“Twisting Intersections” by Noel Sol; May 8, 2021

Being both neosuchian and dragon, both simultaneously and separately, is an experience I struggle to speak about without a “human-baseline.” My baseline is dragon; my human is learned. Such is the existence of a nonhuman systemmate.

The benefit of being part of a system is that I know what I am and have always known what I am, much in the same way most people intrinsically know they are human. I look down in the system’s mindscape and see myself as a white European dragon, fundamentally unchanging in the details of my physicalities. My systemmates, similarly, look at me and see a white dragon. On the occasions I front, I experience a phantom body and phantom limbs that match my internal image perfectly. There has never been a question about what I am.

Being neosuchian is a part of being dragon: it rises in the way my basest instincts manifest. The urge to carry my theoretical young in my mouth. The hisses and rumbles I am inclined to make around my partners, who I am most comfortable with. The type of nests I seek, the water-surrounded landscapes I find myself drawn to. But it exists outside of being dragon, as well—the way I feel when looking at other neosuchians, as though I am looking into a mirror, and the unexpected gut-wrenching emotions I find inside me in relation to what they can do in comparison. I am not physically an extinct nor extant species of neosuchian, but the way my heart tugs it often feels as though I should be. And, within the mindscape, I do have the ability to look like species of neosuchian for extended periods of time: why I can do this, I do not know, as such metaphysical transformative attempts have proved fruitless with any other species outside of those.

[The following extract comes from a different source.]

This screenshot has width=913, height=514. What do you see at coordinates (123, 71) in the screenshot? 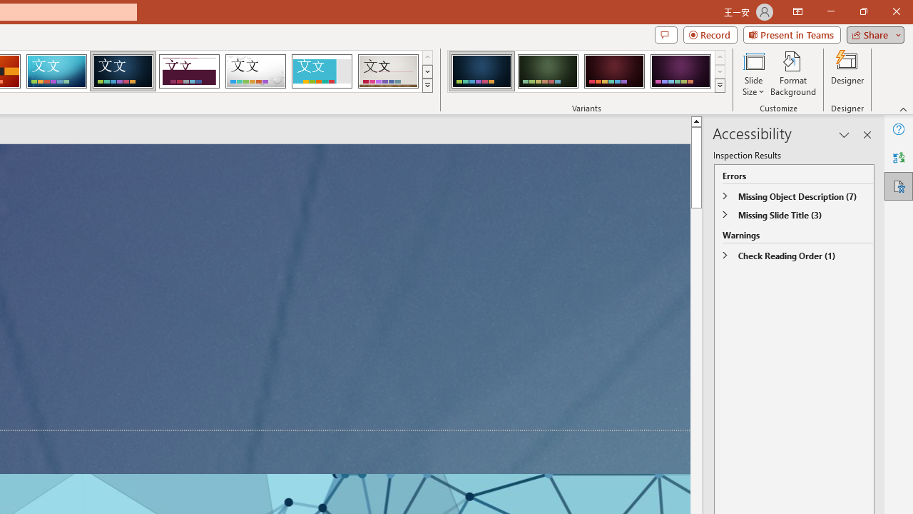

Sometimes it feels as though I am divided by my history, my past life as a tamed (though not, I would say, domesticated) dragon of war, and my current life as a feral, scarred dragon and neosuchian and not-quite-human. The aspects of my draconic self are often wild in a humantouched way, in a way which is buried deep beneath memories and levels of trained selfhood, either because of my past life, my current life trapped in a human body, or a mixture of the two. The aspects of my neosuchian self are wild in an ancient, untouched way, in a way which has never known to be anything but its authentic self. There is some of my wild draconity buried beneath that, farther down and mixed together in ways I cannot see, but it is like a word on the tip of my tongue: somethings so close, yet almost always frustratingly out of reach.

Re-discovering the long-hidden inherent wildness of my draconity is part of what lead me to unveiling my neosuchian nature. For the longest time, I’d thought some parts of myself permanently lost (or perhaps, never there in the first place), destined to exist only in the glimpses of memories I have. Ironically, it was other dragons that brought these parts of me to the surface—solitary animals or social animals, whatever various kinds of dragons are or aren’t and whatever my specific species is or isn’t, just being around others of my kind helped me to discover instincts and desires that I just simply did not have towards nondragon individuals. And in discovering those instincts, I was able to draw startling lines between my experiences and that of the alligators I was so familiar with, leading me to further conclusions and connections from there.

It was a difficult part of myself to accept, in some ways. I wanted to be singularly dragon, not both dragon and a vast, complex network of instincts, appearances, and associations that aligned into one singular, definable clade. But it was well worth facing the truth of my combined experiences, and I certainly don’t regret it; knowledge over oneself is the ultimate form of self-actualized and self-affecting power and influence. Even if my identity may be complicated to explain with simplicity, being both one thing and many things, all at the same time, it is something I could not conceive of myself without.